In practical terms, how will clinicians benefit from Aster and Elation joining forces?
Lailah: Elation was built on a belief we share deeply: that the physician-patient relationship is sacred, and technology should protect it, not erode it. What that looks like in practice is tools that remove the friction between a clinician and their patient. Elation has spent years earning the trust of clinicians by staying true to that. What Aster brings is a layer on top of that foundation—specialty-specific workflows and AI that actually understands the clinical encounter. That alignment goes beyond mission; it shows up in how both teams think about building. We're not interested in AI that automates for the sake of it. We're interested in AI that superpowers the clinician, that handles the administrative weight so they can bring their full attention to the patient in front of them. That's the opportunity when these two teams come together.
What problem were you solving with AI at Aster, and how does joining Elation help you solve it at scale?

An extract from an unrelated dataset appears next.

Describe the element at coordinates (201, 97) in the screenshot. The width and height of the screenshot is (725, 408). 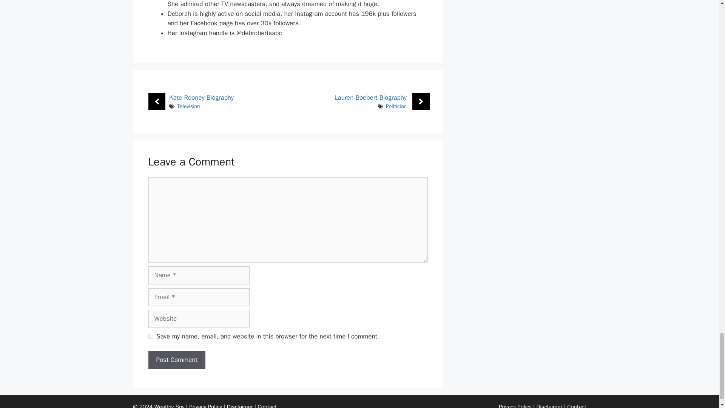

Fifi: Clinicians were spending more time managing their tools than caring for their patients. Every hour lost to documentation, intake, and administrative busywork is an hour taken from the relationship that actually drives outcomes. We built Aster as an AI-native EHR not as a feature, but as a founding principle. Joining Elation means we can continue building at a scale we couldn't reach alone. Elation gives us the infrastructure, the trust, and the clinical breadth to take everything we learned and apply it across primary care. Which is not a small thing—it's the real-world difference between proving an idea and actually changing the system.

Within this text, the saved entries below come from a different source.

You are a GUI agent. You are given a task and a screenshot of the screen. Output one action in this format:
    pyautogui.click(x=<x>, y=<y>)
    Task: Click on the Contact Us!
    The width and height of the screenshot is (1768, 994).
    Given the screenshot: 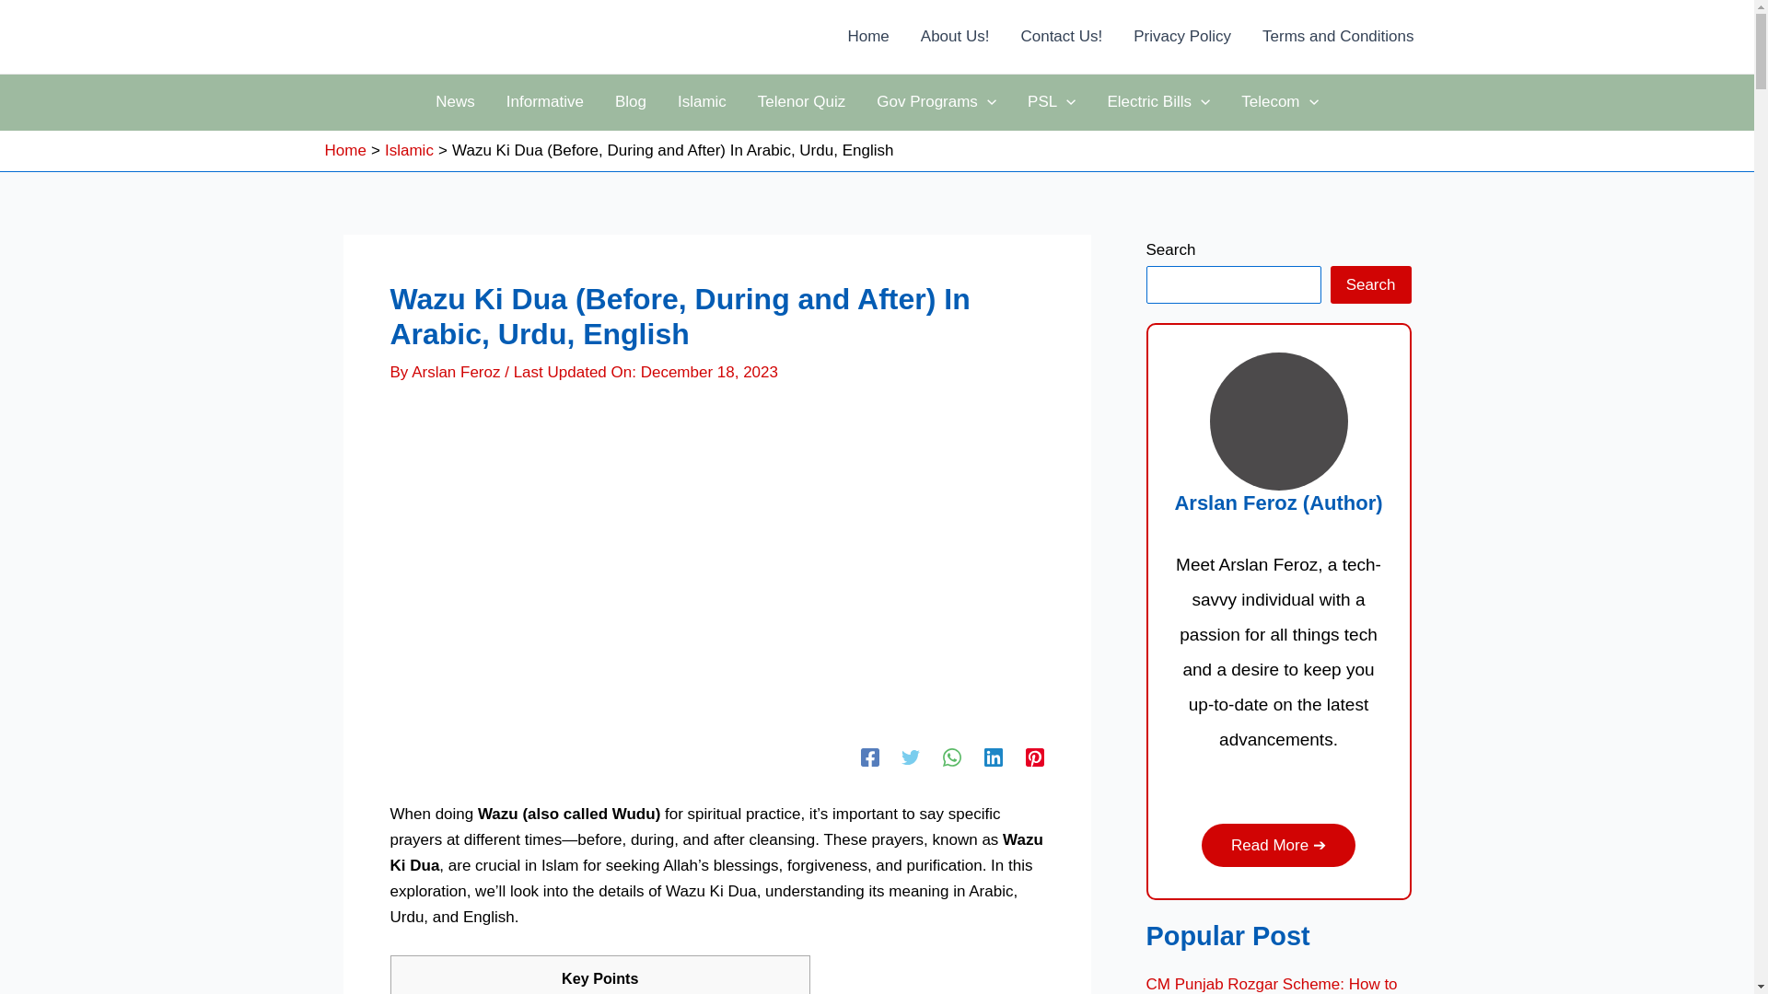 What is the action you would take?
    pyautogui.click(x=1061, y=37)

What are you most excited to help build or influence next at Elation?
Lailah: What I'm most excited about is helping Elation stay deeply connected to the clinician voice as we push into the next era of AI-powered care. Through clinical advocacy, I'm making sure that as we build, we have a direct line to the people we're building for—and that can only make what we ship better.
Nacho: For me, it's the agentic infrastructure—building the layer that sits underneath the clinical workflow and quietly handles everything that doesn't need a clinician's attention, so that the ones that do get their full presence. We laid the groundwork at Aster. Elation is where we get to build it properly, at the scale where it actually moves the needle for the people who need it most.

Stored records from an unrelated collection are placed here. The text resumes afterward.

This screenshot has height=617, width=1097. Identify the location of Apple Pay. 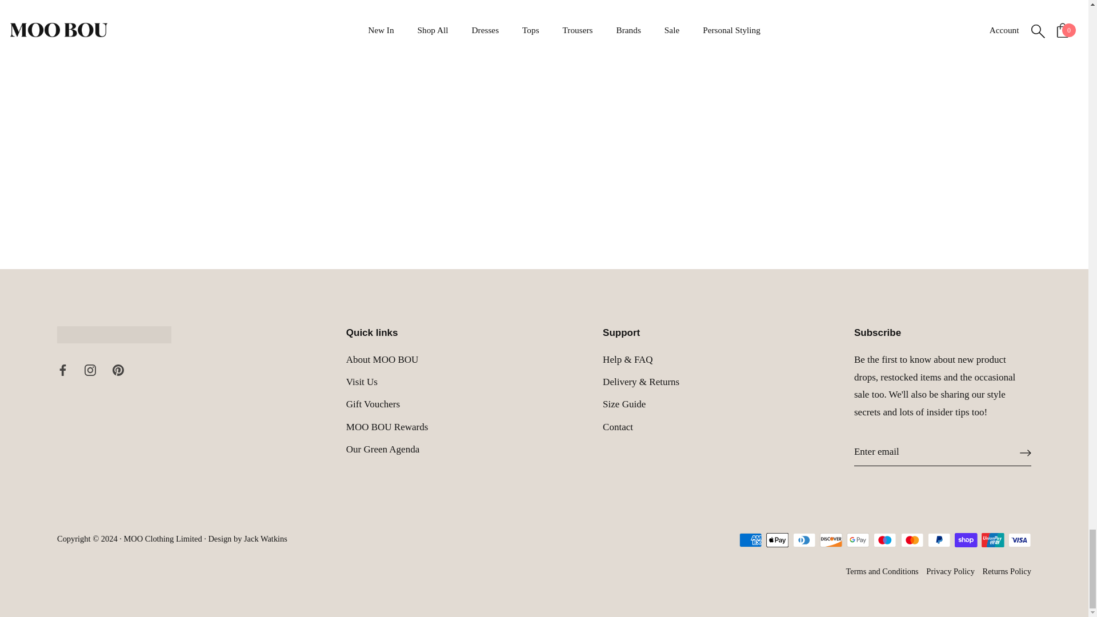
(777, 540).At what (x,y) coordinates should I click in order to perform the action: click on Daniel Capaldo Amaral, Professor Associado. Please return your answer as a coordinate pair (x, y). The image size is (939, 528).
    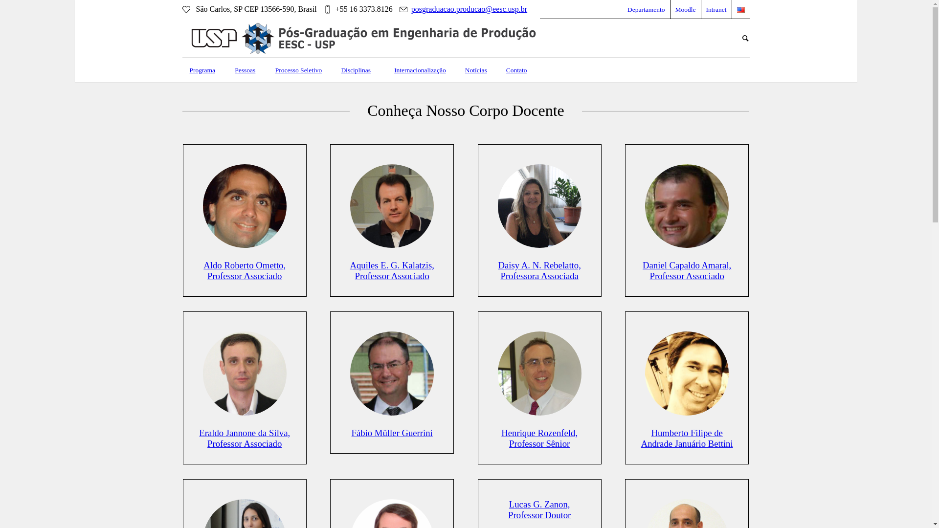
    Looking at the image, I should click on (687, 271).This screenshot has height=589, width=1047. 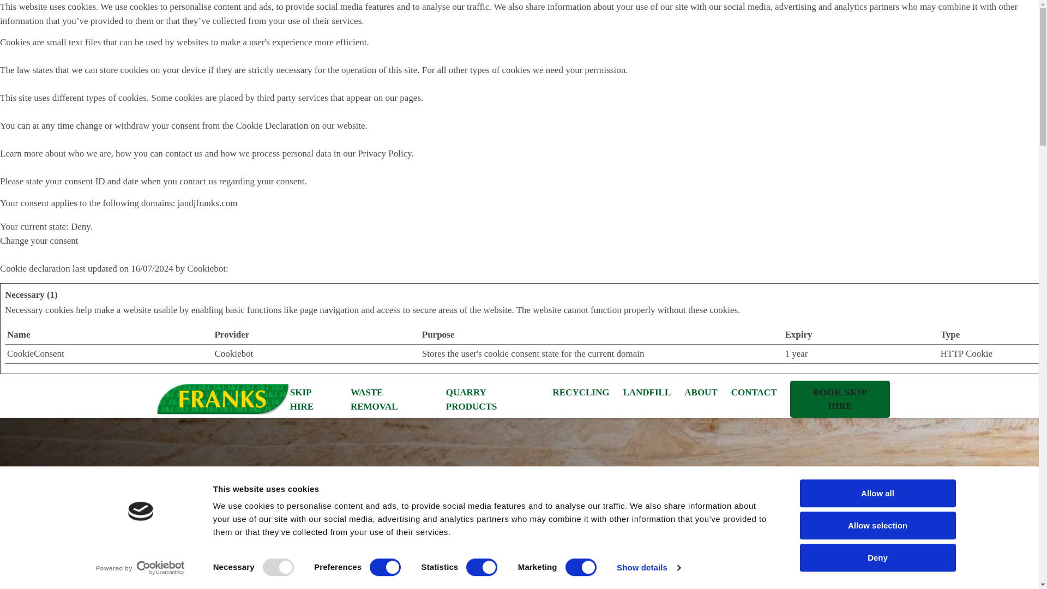 What do you see at coordinates (877, 558) in the screenshot?
I see `Deny` at bounding box center [877, 558].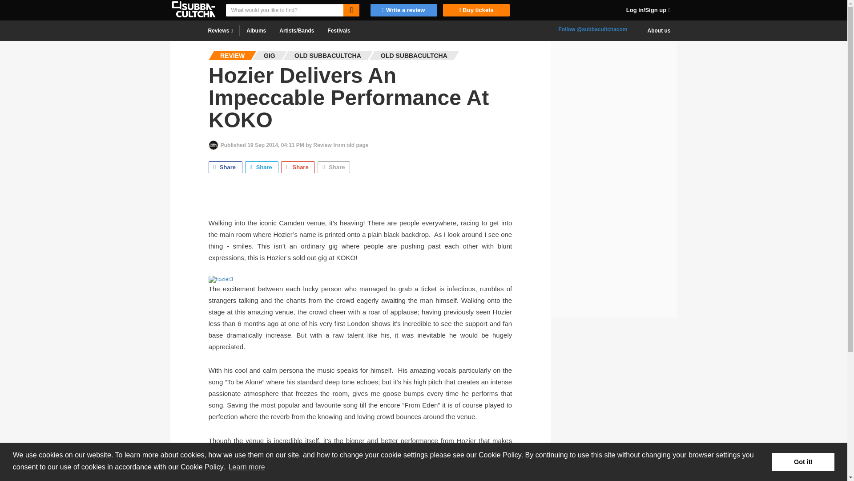 The height and width of the screenshot is (481, 854). I want to click on About us, so click(659, 30).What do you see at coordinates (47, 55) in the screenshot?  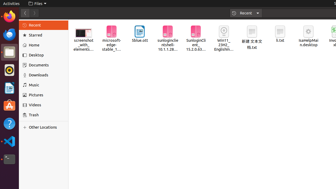 I see `Desktop` at bounding box center [47, 55]. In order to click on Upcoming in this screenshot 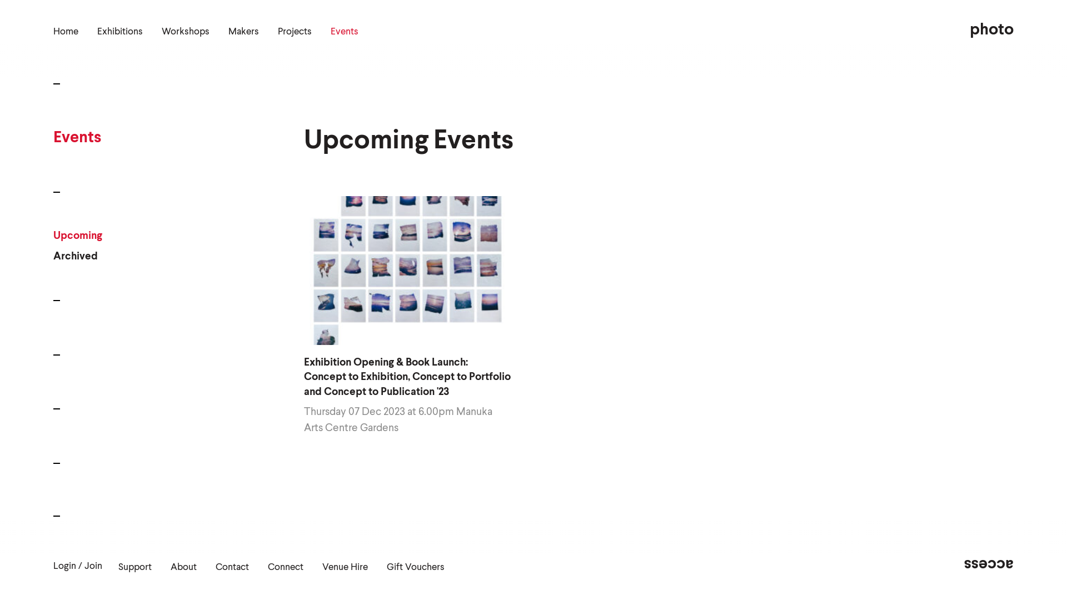, I will do `click(78, 236)`.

Fifi: What excites me most is the opportunity to show what a truly clinician-first AI platform looks like at scale—one that doesn't just automate tasks but genuinely knows the clinician using it, anticipates what they need, and gets smarter over time. We experienced that at Aster, and now at Elation, we get to build the full picture alongside a team that has spent years earning clinical trust. We're excited to be here and looking forward to what we get to build together!
Ready to experience clinician-first technology?
The future of primary care is being built by people who understand what it takes to deliver great care—because they've been in the room. If you're ready to see what happens when AI serves clinicians instead of the other way around, we'd love to show you.
Schedule a demo to see Elation in action.